This will be a simple build tool that enables query whitelisting for projects that use statically analyze-able GraphQL queries.
It scans a code directory and extracts GraphQL query documents from both .graphql
files as well as queries contained in
Javascript/Typescript files within a gql
tag. It then assigns these queries ID values/hashes and produces a JSON file which maps
from queries to hashes/IDs. This map can then be used by the client and server to perform query whitelisting, query lookups (i.e.
client only sends the hash/id, the server just looks up the corresponding query), etc.
Build Tool Semantics
The build tool will be called extractgql
. Running it with no other arguments should give:
Usage: extractgql input_file [output file]
It can be called on a Javascript/Typescript file or a file containing GraphQL query definitions with extension .graphql
:
extractgql index.js
extractgql index.ts
extractgql queries.graphql
It can also be called on a directory, which it will step through recursively:
extractgql src/
By default, the output will be palced in extracted_queries.json
. An output file can be specified as the second argument:
extractgql index.ts output.json
Progress
- Made Github Repo
- Wrote some of this README
- Wrote basic utility methods of
ExtractGQL
- Filled out the basic structure of
ExtractGQL
- Implemented the basic query extraction out of GraphQL files
- Added argument parsing
- Added output map construction from a query document
- Got it to the point where it can recursively step through a directory, extract queries out of
.graphql
files and
write an output JSON file from serialized query -> query - Huge gap where I forgot to update this README
- Got extractgql working on
.graphql
files with some degree of named fragment support and support for query transformers. - Implemented middleware for Express and a persisted query network interface for Apollo Client, which will soon be integrated into a version of GitHunt that will be able to use persisted queries.
- Added command line opt parsing to handle "--add-typename" which allows the user to select the query transformer that adds the typename to each level of the query. It seems unlikely that there'll be tons of query transformers straight off the bat so this seems like a reasonable approach for the timebeing.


Problem to solve: In the copy, include every entry exactly but none of its images.

----

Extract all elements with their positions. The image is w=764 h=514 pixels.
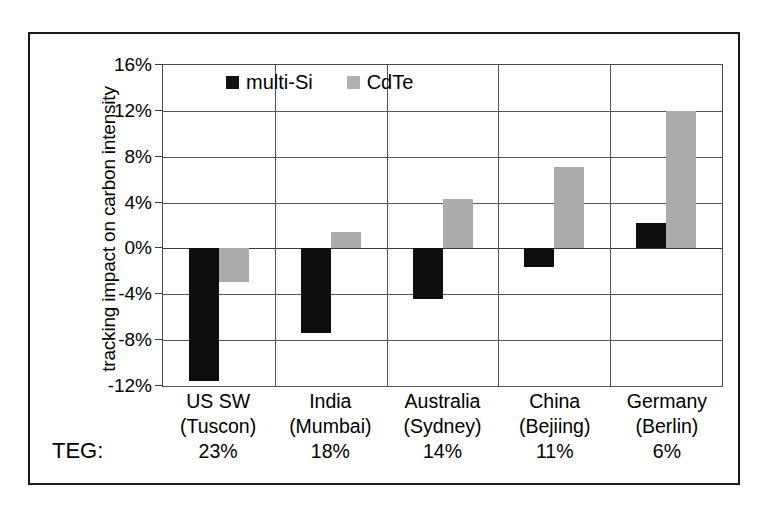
y-axis-tick-mark	[155, 339, 163, 340]
category-name: Germany	[611, 389, 723, 414]
y-axis-tick-mark	[155, 110, 163, 111]
category-label-group: China(Bejiing)11%	[499, 389, 611, 464]
bar-cdte	[554, 167, 584, 248]
gridline-horizontal	[163, 157, 722, 158]
y-axis-tick-mark	[155, 64, 163, 65]
gridline-horizontal	[163, 111, 722, 112]
legend-swatch-cdte	[347, 76, 360, 89]
gridline-horizontal	[163, 340, 722, 341]
y-axis-tick-label: 4%	[125, 192, 152, 214]
bar-multi-si	[413, 248, 443, 298]
legend-entry-cdte: CdTe	[347, 72, 414, 92]
gridline-horizontal	[163, 294, 722, 295]
y-axis-tick-mark	[155, 156, 163, 157]
category-name: US SW	[162, 389, 274, 414]
category-teg-value: 11%	[499, 439, 611, 464]
y-axis-tick-mark	[155, 385, 163, 386]
gridline-vertical	[498, 65, 499, 386]
bar-cdte	[219, 248, 249, 281]
y-axis-tick-mark	[155, 247, 163, 248]
bar-cdte	[666, 111, 696, 249]
category-city: (Berlin)	[611, 414, 723, 439]
legend-label-multi-si: multi-Si	[246, 72, 313, 92]
category-name: China	[499, 389, 611, 414]
bar-multi-si	[189, 248, 219, 381]
y-axis-tick-label: -12%	[108, 375, 152, 397]
gridline-horizontal	[163, 386, 722, 387]
category-city: (Tuscon)	[162, 414, 274, 439]
category-city: (Bejiing)	[499, 414, 611, 439]
y-axis-tick-label: 16%	[114, 54, 152, 76]
category-axis: US SW(Tuscon)23%India(Mumbai)18%Australi…	[162, 389, 723, 464]
teg-label: TEG:	[52, 438, 103, 464]
bar-multi-si	[524, 248, 554, 266]
category-teg-value: 14%	[386, 439, 498, 464]
plot-area: 16%12%8%4%0%-4%-8%-12%	[162, 64, 723, 387]
category-teg-value: 6%	[611, 439, 723, 464]
y-axis-tick-mark	[155, 293, 163, 294]
y-axis-tick-mark	[155, 202, 163, 203]
bar-cdte	[331, 232, 361, 248]
y-axis-tick-label: 8%	[125, 146, 152, 168]
legend-label-cdte: CdTe	[367, 72, 414, 92]
chart-figure: tracking impact on carbon intensity 16%1…	[0, 0, 764, 514]
y-axis-tick-label: -8%	[118, 329, 152, 351]
gridline-vertical	[610, 65, 611, 386]
bar-multi-si	[301, 248, 331, 333]
chart-legend: multi-Si CdTe	[226, 72, 413, 92]
category-label-group: US SW(Tuscon)23%	[162, 389, 274, 464]
category-city: (Mumbai)	[274, 414, 386, 439]
category-teg-value: 18%	[274, 439, 386, 464]
category-label-group: Germany(Berlin)6%	[611, 389, 723, 464]
category-city: (Sydney)	[386, 414, 498, 439]
bar-cdte	[443, 199, 473, 248]
category-name: India	[274, 389, 386, 414]
gridline-vertical	[275, 65, 276, 386]
legend-entry-multi-si: multi-Si	[226, 72, 313, 92]
category-label-group: India(Mumbai)18%	[274, 389, 386, 464]
category-teg-value: 23%	[162, 439, 274, 464]
y-axis-tick-label: 12%	[114, 100, 152, 122]
legend-swatch-multi-si	[226, 76, 239, 89]
y-axis-tick-label: -4%	[118, 283, 152, 305]
figure-border: tracking impact on carbon intensity 16%1…	[28, 32, 740, 485]
category-name: Australia	[386, 389, 498, 414]
bar-multi-si	[636, 223, 666, 248]
category-label-group: Australia(Sydney)14%	[386, 389, 498, 464]
gridline-vertical	[387, 65, 388, 386]
y-axis-tick-label: 0%	[125, 237, 152, 259]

----

Answer area:
Extract all elements with their positions. The image is w=764 h=514 pixels.
y-axis-tick-mark	[155, 339, 163, 340]
category-name: Germany	[611, 389, 723, 414]
y-axis-tick-mark	[155, 110, 163, 111]
category-label-group: China(Bejiing)11%	[499, 389, 611, 464]
bar-cdte	[554, 167, 584, 248]
gridline-horizontal	[163, 157, 722, 158]
y-axis-tick-mark	[155, 64, 163, 65]
gridline-horizontal	[163, 111, 722, 112]
legend-swatch-cdte	[347, 76, 360, 89]
gridline-horizontal	[163, 340, 722, 341]
y-axis-tick-label: 4%	[125, 192, 152, 214]
bar-multi-si	[413, 248, 443, 298]
legend-entry-cdte: CdTe	[347, 72, 414, 92]
gridline-horizontal	[163, 294, 722, 295]
y-axis-tick-mark	[155, 156, 163, 157]
category-name: US SW	[162, 389, 274, 414]
category-teg-value: 11%	[499, 439, 611, 464]
y-axis-tick-mark	[155, 385, 163, 386]
gridline-vertical	[498, 65, 499, 386]
bar-cdte	[219, 248, 249, 281]
y-axis-tick-mark	[155, 247, 163, 248]
bar-cdte	[666, 111, 696, 249]
category-city: (Berlin)	[611, 414, 723, 439]
legend-label-multi-si: multi-Si	[246, 72, 313, 92]
category-name: China	[499, 389, 611, 414]
bar-multi-si	[189, 248, 219, 381]
y-axis-tick-label: -12%	[108, 375, 152, 397]
gridline-horizontal	[163, 386, 722, 387]
category-city: (Tuscon)	[162, 414, 274, 439]
category-city: (Bejiing)	[499, 414, 611, 439]
y-axis-tick-label: 16%	[114, 54, 152, 76]
category-axis: US SW(Tuscon)23%India(Mumbai)18%Australi…	[162, 389, 723, 464]
teg-label: TEG:	[52, 438, 103, 464]
bar-multi-si	[524, 248, 554, 266]
category-teg-value: 14%	[386, 439, 498, 464]
plot-area: 16%12%8%4%0%-4%-8%-12%	[162, 64, 723, 387]
category-teg-value: 6%	[611, 439, 723, 464]
y-axis-tick-mark	[155, 293, 163, 294]
y-axis-tick-mark	[155, 202, 163, 203]
bar-cdte	[331, 232, 361, 248]
y-axis-tick-label: 8%	[125, 146, 152, 168]
legend-label-cdte: CdTe	[367, 72, 414, 92]
chart-figure: tracking impact on carbon intensity 16%1…	[0, 0, 764, 514]
y-axis-tick-label: -8%	[118, 329, 152, 351]
gridline-vertical	[610, 65, 611, 386]
bar-multi-si	[301, 248, 331, 333]
chart-legend: multi-Si CdTe	[226, 72, 413, 92]
category-label-group: US SW(Tuscon)23%	[162, 389, 274, 464]
category-city: (Mumbai)	[274, 414, 386, 439]
category-teg-value: 18%	[274, 439, 386, 464]
category-label-group: Germany(Berlin)6%	[611, 389, 723, 464]
category-city: (Sydney)	[386, 414, 498, 439]
bar-cdte	[443, 199, 473, 248]
category-name: India	[274, 389, 386, 414]
gridline-vertical	[275, 65, 276, 386]
legend-entry-multi-si: multi-Si	[226, 72, 313, 92]
category-label-group: India(Mumbai)18%	[274, 389, 386, 464]
category-teg-value: 23%	[162, 439, 274, 464]
y-axis-tick-label: 12%	[114, 100, 152, 122]
legend-swatch-multi-si	[226, 76, 239, 89]
y-axis-tick-label: -4%	[118, 283, 152, 305]
figure-border: tracking impact on carbon intensity 16%1…	[28, 32, 740, 485]
category-name: Australia	[386, 389, 498, 414]
bar-multi-si	[636, 223, 666, 248]
category-label-group: Australia(Sydney)14%	[386, 389, 498, 464]
gridline-vertical	[387, 65, 388, 386]
y-axis-tick-label: 0%	[125, 237, 152, 259]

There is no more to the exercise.